Article first published in CAM Magazine

…cont.

The niche

A niche market can mean the success or failure to develop and run a successful clinic. When you look at some of the most common treatment techniques you need to consider the advantage of it being a well known household name or not. On one level the familiarity is good, but as a practitioner it can work against you. Everyone of the same modality is your competition and they are preying on the same customers. So one has to consider if there is a saturation point, before determining if this modality can benefit from another practitioner in your local area.

One thing that made me laugh when I was working at one of my first clinics in Ladbroke Grove. I was given a leaflet by the centre for a practitioner who had loads of skills and then was just me, with just the one. This practitioner could do healing, reiki, light therapy, massage, indian head massage, mediation…the list just went on and on about 12 different techniques in all. What was so apparent was that although she was able to do all these skills, she was not a specialist of any.

Working in a niche but ever expanding field of treatment is why we have been able to build a reputation and gain a good corporate identity that has lead to our successes. I feel that a growing marketplace is better than a saturated one.

The other aspect of working in a niche field is the type of work that you do. It is important that the technique has the ability to provide a good, lasting affect that inspires the client to make positive changes in their lives thereafter. The specific type of client or ailments that you specialise in is equally important. For us having worked with difficult and debilitating illnesses and symptoms with both children and adults is what makes the work defined and very rewarding.

Dilution

The other important aspect to not being saturated is that it is imperative that we do not allow our technique to become diluted like so many others. In particular those where practitioners have received just basic training or those who have integrated other techniques but still call it the same name. I should say that integration is fine but then it needs a new identity. But in so many cases they are not and the public do not really know what they are getting.

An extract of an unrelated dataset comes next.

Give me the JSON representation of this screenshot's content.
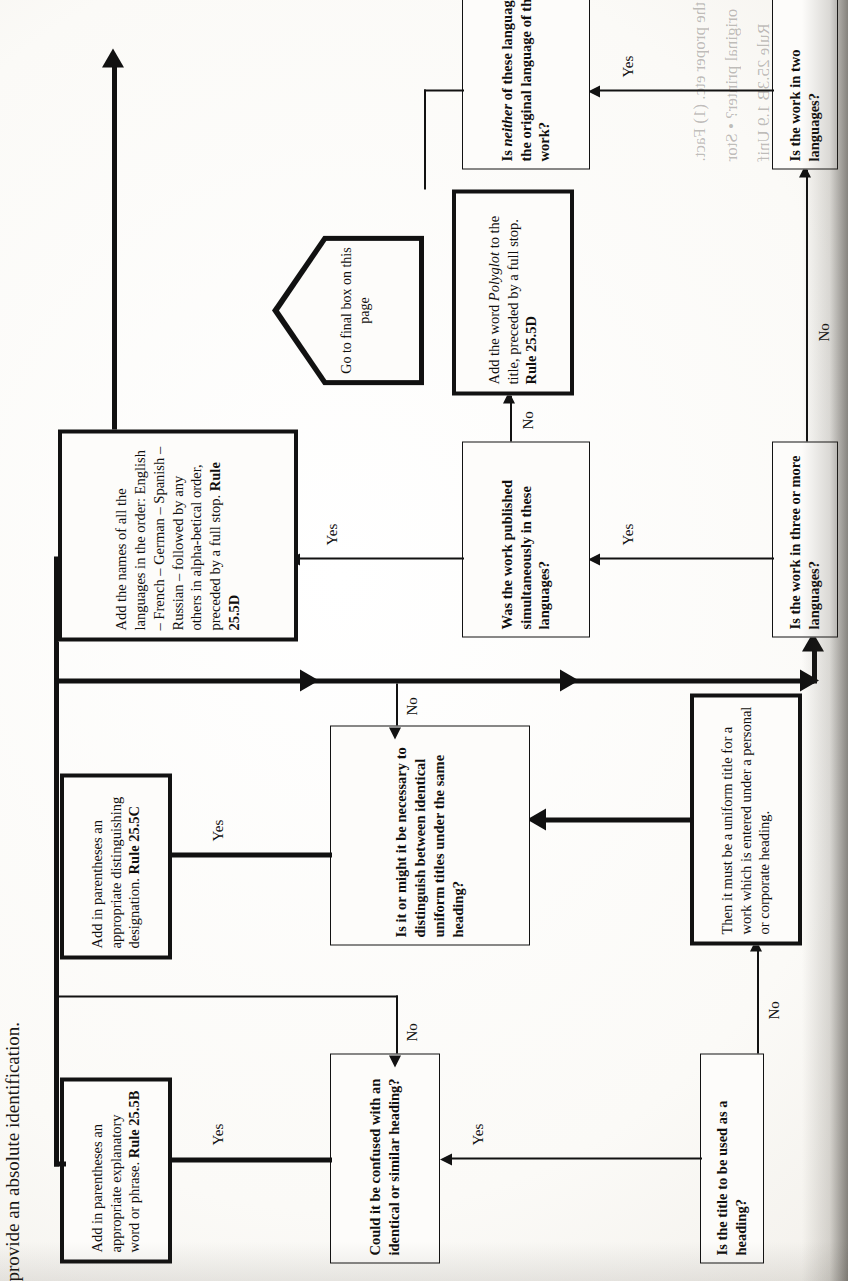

I remember when I had an organic food shop when one of my staff offered to give me a shoulder massage. I thought great, having had such a long day. But as we went through the session I realised that she was doing something else. In this case some reiki as well. It wasn’t that I had a problem with reiki, it was the fact that she was giving me treatment without telling me.

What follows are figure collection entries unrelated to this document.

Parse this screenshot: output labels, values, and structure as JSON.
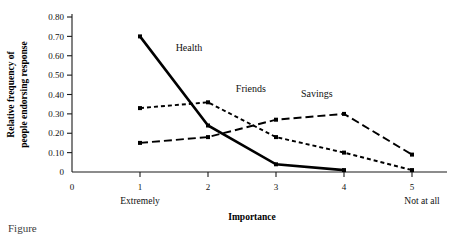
{
  "chart_data": {
    "type": "line",
    "title": "",
    "xlabel": "Importance",
    "ylabel": "Relative frequency of people endorsing response",
    "x": [
      1,
      2,
      3,
      4,
      5
    ],
    "xtick_labels": [
      "0",
      "1",
      "2",
      "3",
      "4",
      "5"
    ],
    "xtick_values": [
      0,
      1,
      2,
      3,
      4,
      5
    ],
    "xlim": [
      0,
      5.45
    ],
    "ytick_labels": [
      "0",
      "0.10",
      "0.20",
      "0.30",
      "0.40",
      "0.50",
      "0.60",
      "0.70",
      "0.80"
    ],
    "ytick_values": [
      0,
      0.1,
      0.2,
      0.3,
      0.4,
      0.5,
      0.6,
      0.7,
      0.8
    ],
    "ylim": [
      0,
      0.8
    ],
    "grid": false,
    "legend_position": "inline-annotations",
    "x_anchor_low": "Extremely",
    "x_anchor_high": "Not at all",
    "series": [
      {
        "name": "Health",
        "x": [
          1,
          2,
          3,
          4
        ],
        "values": [
          0.7,
          0.24,
          0.04,
          0.01
        ],
        "style": "solid",
        "color": "#000000",
        "label_x": 1.72,
        "label_y": 0.625
      },
      {
        "name": "Friends",
        "x": [
          1,
          2,
          3,
          4,
          5
        ],
        "values": [
          0.33,
          0.36,
          0.18,
          0.1,
          0.01
        ],
        "style": "dotted",
        "color": "#000000",
        "label_x": 2.63,
        "label_y": 0.415
      },
      {
        "name": "Savings",
        "x": [
          1,
          2,
          3,
          4,
          5
        ],
        "values": [
          0.15,
          0.18,
          0.27,
          0.3,
          0.09
        ],
        "style": "dashed",
        "color": "#000000",
        "label_x": 3.6,
        "label_y": 0.385
      }
    ]
  },
  "caption": {
    "text": "Figure"
  }
}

Dilution and misrepresentation are the two main things that have held me back for years from training practitioners. Myself and my wife Joanne who is a senior practitioner and administrator of the foundation have invested so much into our clinic, school and reputation we just didn’t wanted ill-guided, poorly managed and trained practitioners going out there and living off what we had strived for years to build up. Then for the rug to be pulled from below our feet for the sake of earning a few extra bucks and giving out certificates.

Standards of excellence

As the founder of a technique and training school I feel that not only do I have a role but a responsibility to make sure that all practitioner students and newly qualified practitioners have the skills, experience and knowledge base to represent themselves and their school / foundation. Most importantly that the practitioner adheres to the standards of excellence, as the public deserve no less.

For this reason not do only do the students need to receive the training, but thereafter once qualified it is a necessity that they receive a mentoring and support system to be in place, to maintain such standards of excellence and to develop and fine tune the techniques and knowledge base thereafter.